The majority of Florida’s known fatalities occurred after vaccines had become freely and widely available statewide. Most who succumbed were unvaccinated, and many shunned the shots while praising Republican figures such as DeSantis.

While statewide cases and deaths are declining, other viral metrics paint a muddier picture.

Hospitalizations rise in Florida

The number of COVID-positive patients in hospitals across Florida rose by 353 this past week, data reported Friday by the U.S. Health and Human Services Department show. That’s the highest seven-day increase since June 17.

Medical staff statewide tended to 3,797 COVID-positive patients, HHS said Friday.

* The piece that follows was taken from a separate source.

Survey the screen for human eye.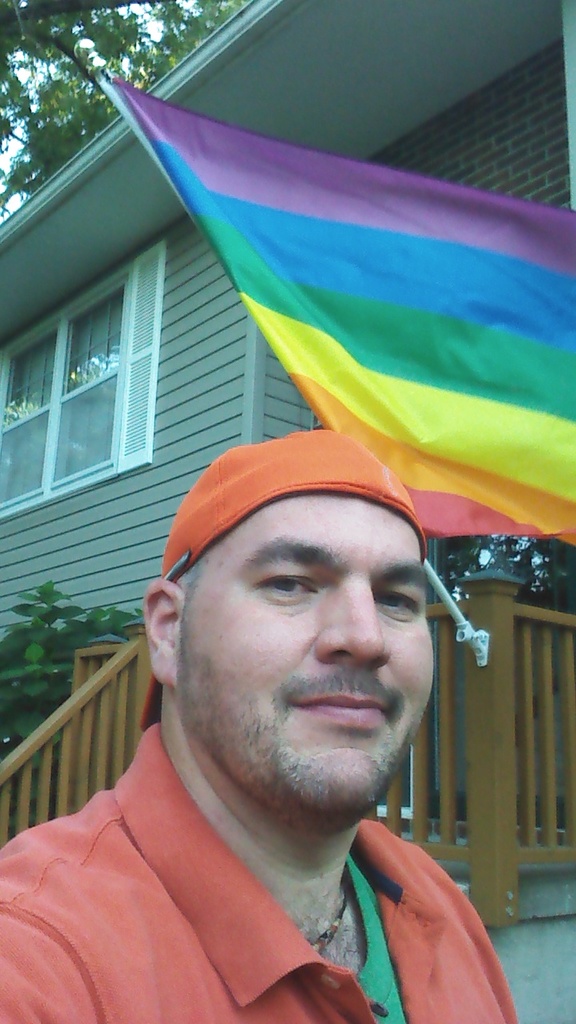
Survey found: <bbox>238, 561, 329, 610</bbox>.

Coronavirus levels in sewage have been flat or rising across Florida in the past two weeks.

Viral concentrations spiked in Hillsborough County — home to Tampa — from 809 molecular fragments per milliliter of wastewater on June 22 to 1,244 per millilter Wednesday, according to sewage samples tested by Boston-based laboratory Biobot Analytics.

Genetic fragments are also on the rise in sewage from Orange County, home to Orlando. Levels have barely changed in Pinellas, Seminole and Palm Beach counties. Concentrations are down slightly in Miami-Dade County.

The CDC estimates 17.2 million COVID shots have been jabbed into Florida residents’ arms, more than 1.3 million higher than what state health officials calculated in their report July 1. The CDC counts federal personnel and others in Florida while state health officials don’t.

The CDC’s vaccination tally includes more than 6 million people who have gotten boosters. By the federal agency’s estimation, 80% of Floridians have gotten at least one shot, while 28% are boosted.